Starting next year, all new Volvos will offer some form of powertrain electrification. In the US, Volvo currently offers its T8 Twin Engine setup, combining a supercharged and turbocharged 2.0-liter engine with a rear axle-mounted electric motor. A less powerful version of this powertrain, called the T6 Twin Engine, debuted earlier this year on the V60 wagon. But according to Volvo North America CEO Anders Gustafsson, that T6 plug-in hybrid option won't be coming to the States.

"One thing the customers don't want -- and I would say our partners, retailers, they don't want it either -- they don't want too many versions," Gustafsson told Roadshow during the Volvo S60 media launch last week.

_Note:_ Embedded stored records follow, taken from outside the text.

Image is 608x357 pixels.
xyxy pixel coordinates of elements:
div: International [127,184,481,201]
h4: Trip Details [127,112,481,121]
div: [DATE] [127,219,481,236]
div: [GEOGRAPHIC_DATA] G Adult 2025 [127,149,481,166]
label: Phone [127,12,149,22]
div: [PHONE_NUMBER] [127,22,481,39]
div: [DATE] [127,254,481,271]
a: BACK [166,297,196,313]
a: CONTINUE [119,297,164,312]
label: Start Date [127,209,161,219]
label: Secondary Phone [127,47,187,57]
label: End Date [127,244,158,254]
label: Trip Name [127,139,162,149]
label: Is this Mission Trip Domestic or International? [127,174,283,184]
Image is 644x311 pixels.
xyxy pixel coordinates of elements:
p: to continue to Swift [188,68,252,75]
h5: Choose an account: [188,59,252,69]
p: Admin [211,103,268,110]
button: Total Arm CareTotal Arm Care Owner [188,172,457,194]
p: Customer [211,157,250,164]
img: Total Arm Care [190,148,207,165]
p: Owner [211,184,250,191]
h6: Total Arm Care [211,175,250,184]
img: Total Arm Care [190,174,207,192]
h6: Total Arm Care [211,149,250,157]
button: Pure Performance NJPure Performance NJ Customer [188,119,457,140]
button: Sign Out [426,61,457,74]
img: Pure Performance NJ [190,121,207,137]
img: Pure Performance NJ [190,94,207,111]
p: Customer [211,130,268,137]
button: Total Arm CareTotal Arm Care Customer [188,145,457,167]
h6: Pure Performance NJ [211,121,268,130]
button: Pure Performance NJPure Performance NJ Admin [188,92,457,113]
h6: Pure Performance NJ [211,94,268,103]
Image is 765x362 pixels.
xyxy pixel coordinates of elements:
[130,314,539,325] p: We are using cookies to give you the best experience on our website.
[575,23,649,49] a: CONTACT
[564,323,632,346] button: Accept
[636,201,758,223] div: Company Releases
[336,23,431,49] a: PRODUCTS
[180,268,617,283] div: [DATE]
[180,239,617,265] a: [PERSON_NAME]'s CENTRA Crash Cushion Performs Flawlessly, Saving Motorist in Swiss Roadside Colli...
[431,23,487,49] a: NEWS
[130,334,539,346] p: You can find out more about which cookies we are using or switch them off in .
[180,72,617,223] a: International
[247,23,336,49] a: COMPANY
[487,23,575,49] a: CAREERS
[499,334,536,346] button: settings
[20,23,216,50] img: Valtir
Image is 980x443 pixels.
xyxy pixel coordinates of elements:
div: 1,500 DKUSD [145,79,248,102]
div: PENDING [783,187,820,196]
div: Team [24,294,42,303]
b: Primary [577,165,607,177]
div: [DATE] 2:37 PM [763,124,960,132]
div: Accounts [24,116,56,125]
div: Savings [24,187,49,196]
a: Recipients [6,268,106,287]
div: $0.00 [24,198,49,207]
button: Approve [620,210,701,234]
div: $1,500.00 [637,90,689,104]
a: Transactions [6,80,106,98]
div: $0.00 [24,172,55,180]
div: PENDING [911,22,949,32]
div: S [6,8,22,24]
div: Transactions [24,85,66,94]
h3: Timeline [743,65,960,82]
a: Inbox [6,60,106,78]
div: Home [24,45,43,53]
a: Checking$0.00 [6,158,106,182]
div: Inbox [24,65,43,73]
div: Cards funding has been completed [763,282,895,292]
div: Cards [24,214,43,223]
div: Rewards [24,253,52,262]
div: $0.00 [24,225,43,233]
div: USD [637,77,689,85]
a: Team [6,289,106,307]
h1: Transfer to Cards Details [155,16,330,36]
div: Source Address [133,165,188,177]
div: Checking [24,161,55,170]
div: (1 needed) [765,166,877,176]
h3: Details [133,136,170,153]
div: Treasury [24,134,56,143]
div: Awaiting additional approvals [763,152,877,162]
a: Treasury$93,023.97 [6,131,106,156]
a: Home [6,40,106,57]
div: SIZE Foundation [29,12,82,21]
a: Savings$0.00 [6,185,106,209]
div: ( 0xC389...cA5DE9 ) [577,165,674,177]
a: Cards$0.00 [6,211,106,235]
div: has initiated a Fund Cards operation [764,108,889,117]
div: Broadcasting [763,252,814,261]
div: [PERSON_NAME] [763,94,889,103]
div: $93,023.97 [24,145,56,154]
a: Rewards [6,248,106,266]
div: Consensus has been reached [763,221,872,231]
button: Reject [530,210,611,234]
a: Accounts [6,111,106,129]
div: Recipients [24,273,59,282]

Gustafsson notes Volvo has a "long lead time" on the US-spec T8 plug-in hybrid models, and that "production capacity is really, really stretched."

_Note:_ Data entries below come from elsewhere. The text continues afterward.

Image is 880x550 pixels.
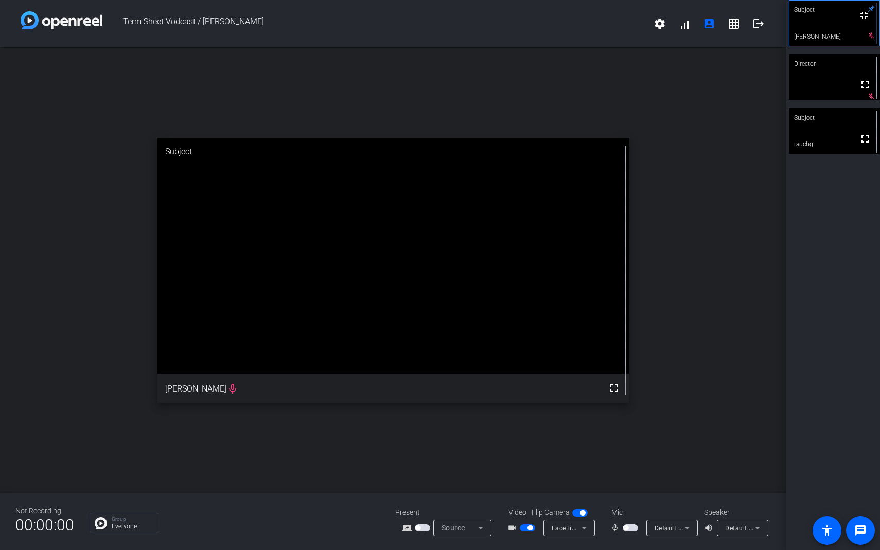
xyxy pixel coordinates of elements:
div: Director [789,54,880,74]
mat-icon: grid_on [728,17,740,30]
mat-icon: fullscreen [608,382,620,394]
div: Subject [157,138,629,166]
p: Everyone [112,523,153,529]
div: Not Recording [15,506,74,517]
mat-icon: message [854,524,867,537]
mat-icon: logout [752,17,765,30]
mat-icon: videocam_outline [507,522,520,534]
mat-icon: fullscreen_exit [858,9,870,22]
span: Flip Camera [532,507,570,518]
mat-icon: fullscreen [859,79,871,91]
mat-icon: accessibility [821,524,833,537]
span: Video [508,507,526,518]
span: Source [441,524,465,532]
p: Group [112,517,153,522]
mat-icon: screen_share_outline [402,522,415,534]
div: Mic [601,507,704,518]
span: 00:00:00 [15,512,74,538]
mat-icon: account_box [703,17,715,30]
img: Chat Icon [95,517,107,529]
mat-icon: fullscreen [859,133,871,145]
mat-icon: settings [653,17,666,30]
button: signal_cellular_alt [672,11,697,36]
span: FaceTime HD Camera (4E23:4E8C) [552,524,657,532]
span: Term Sheet Vodcast / [PERSON_NAME] [102,11,647,36]
div: Present [395,507,498,518]
span: Default - MacBook Air Speakers (Built-in) [725,524,847,532]
img: white-gradient.svg [21,11,102,29]
div: Subject [789,108,880,128]
mat-icon: mic_none [610,522,623,534]
div: Speaker [704,507,766,518]
span: Default - MacBook Air Microphone (Built-in) [655,524,785,532]
mat-icon: volume_up [704,522,716,534]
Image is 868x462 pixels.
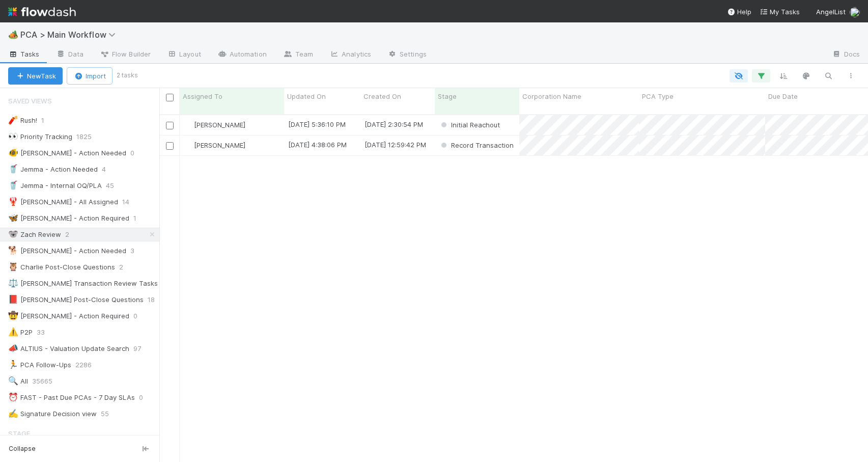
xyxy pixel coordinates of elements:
[209,46,275,63] a: Automation
[275,46,322,63] a: Team
[194,121,245,129] span: [PERSON_NAME]
[379,46,435,63] a: Settings
[166,142,173,149] input: Toggle Row Selected
[288,119,346,129] div: [DATE] 5:36:10 PM
[363,91,401,102] span: Created On
[522,91,581,102] span: Corporation Name
[816,8,846,15] span: AngelList
[8,165,18,173] span: 🥤
[184,139,245,150] div: [PERSON_NAME]
[439,121,500,129] span: Initial Reachout
[288,139,347,149] div: [DATE] 4:38:06 PM
[184,141,193,149] img: avatar_dd78c015-5c19-403d-b5d7-976f9c2ba6b3.png
[8,261,115,273] div: Charlie Post-Close Questions
[9,444,36,453] span: Collapse
[768,91,797,102] span: Due Date
[8,390,135,404] div: FAST - Past Due PCAs - 7 Day SLAs
[8,91,52,111] span: Saved Views
[130,244,144,257] span: 3
[100,48,151,59] span: Flow Builder
[850,7,859,17] img: avatar_dd78c015-5c19-403d-b5d7-976f9c2ba6b3.png
[47,46,92,63] a: Data
[439,119,500,130] div: Initial Reachout
[8,228,61,241] div: Zach Review
[8,344,18,353] span: 📣
[8,294,18,303] span: 📕
[119,261,134,273] span: 2
[139,390,153,404] span: 0
[8,277,158,290] div: [PERSON_NAME] Transaction Review Tasks
[134,212,146,225] span: 1
[194,141,245,149] span: [PERSON_NAME]
[8,262,18,271] span: 🦉
[8,146,126,159] div: [PERSON_NAME] - Action Needed
[760,7,799,16] a: My Tasks
[67,67,112,84] button: Import
[760,8,799,15] span: My Tasks
[8,148,18,157] span: 🐠
[184,121,193,129] img: avatar_dd78c015-5c19-403d-b5d7-976f9c2ba6b3.png
[65,228,79,241] span: 2
[8,392,18,401] span: ⏰
[8,114,37,127] div: Rush!
[8,48,40,59] span: Tasks
[8,67,63,84] button: NewTask
[32,375,63,387] span: 35665
[184,119,245,130] div: [PERSON_NAME]
[364,119,423,129] div: [DATE] 2:30:54 PM
[8,423,30,444] span: Stage
[166,94,173,102] input: Toggle All Rows Selected
[727,7,751,16] div: Help
[439,139,513,150] div: Record Transaction
[8,213,18,222] span: 🦋
[134,342,151,354] span: 97
[364,139,426,149] div: [DATE] 12:59:42 PM
[102,163,116,175] span: 4
[8,230,18,238] span: 🐨
[147,293,165,306] span: 18
[37,325,55,338] span: 33
[166,122,173,129] input: Toggle Row Selected
[8,325,33,338] div: P2P
[438,91,456,102] span: Stage
[101,407,119,419] span: 55
[92,46,159,63] a: Flow Builder
[159,46,209,63] a: Layout
[322,46,379,63] a: Analytics
[183,91,223,102] span: Assigned To
[8,3,76,20] img: logo-inverted-e16ddd16eac7371096b0.svg
[116,71,138,79] small: 2 tasks
[287,91,326,102] span: Updated On
[8,359,18,368] span: 🏃
[8,197,18,205] span: 🦞
[8,293,143,306] div: [PERSON_NAME] Post-Close Questions
[130,146,144,159] span: 0
[8,130,73,143] div: Priority Tracking
[8,179,102,192] div: Jemma - Internal OQ/PLA
[76,358,102,371] span: 2286
[8,409,18,417] span: ✍️
[8,181,18,189] span: 🥤
[8,311,18,320] span: 🤠
[8,30,18,39] span: 🏕️
[42,114,54,127] span: 1
[8,246,18,255] span: 🐕
[823,46,868,63] a: Docs
[134,309,147,323] span: 0
[8,132,18,140] span: 👀
[8,196,118,208] div: [PERSON_NAME] - All Assigned
[106,179,124,192] span: 45
[8,244,126,257] div: [PERSON_NAME] - Action Needed
[8,163,98,175] div: Jemma - Action Needed
[8,342,129,354] div: ALTIUS - Valuation Update Search
[8,376,18,385] span: 🔍
[77,130,102,143] span: 1825
[439,141,513,149] span: Record Transaction
[20,29,121,40] span: PCA > Main Workflow
[122,196,140,208] span: 14
[8,375,28,387] div: All
[8,327,18,336] span: ⚠️
[8,407,97,419] div: Signature Decision view
[8,115,18,124] span: 🧨
[8,309,129,323] div: [PERSON_NAME] - Action Required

"If you have too many versions, [customers] always want the car that is parked somewhere else," Gustafsson says. So if Volvo has to choose which plug-in powertrain to import to the US, "Why go for the cheap one when you can sell the big one?"

The 2019 V60 wagon is the first vehicle to get Volvo's new T6 Twin Engine powertrain. In other markets, anyway.

Volvo

Volvo's plug-in hybrid T6 Twin Engine system is essentially the same as the more powerful T8, just with reduced output. "The electric motor is the same," Lex Kerssemakers, Volvo's senior vice president, told us earlier this year. "We just play with the engine."

According to preliminary data released at the V60 launch earlier this year, the T6 Twin Engine powertrain produces a total system output of 340 horsepower and 435 pound-feet of torque. The T8, meanwhile, makes 400 horsepower and 472 pound-feet, using the exact same hardware, according to 2019 S60 sedan specifications.

Kerssemakers said the T6 plug-in will expand to other global Volvo models in the near future.

Volvo expects plug-in hybrids to account for a "quarter of our sales ... within the next two years," according to the company's president and CEO, Håkan Samuelsson. Currently, the T8 Twin Engine makes up about 15 percent of all Volvo sales.

Should demand change, or Volvo brass decide the T6 Twin Engine might be a good fit for the US, Gustafsson is 100 percent on board.

"If the team has decided it, I support it," he said. "If we want, it's a decision, and we just do it." But for now, Gustafsson "would like to really to simplify the offer structure."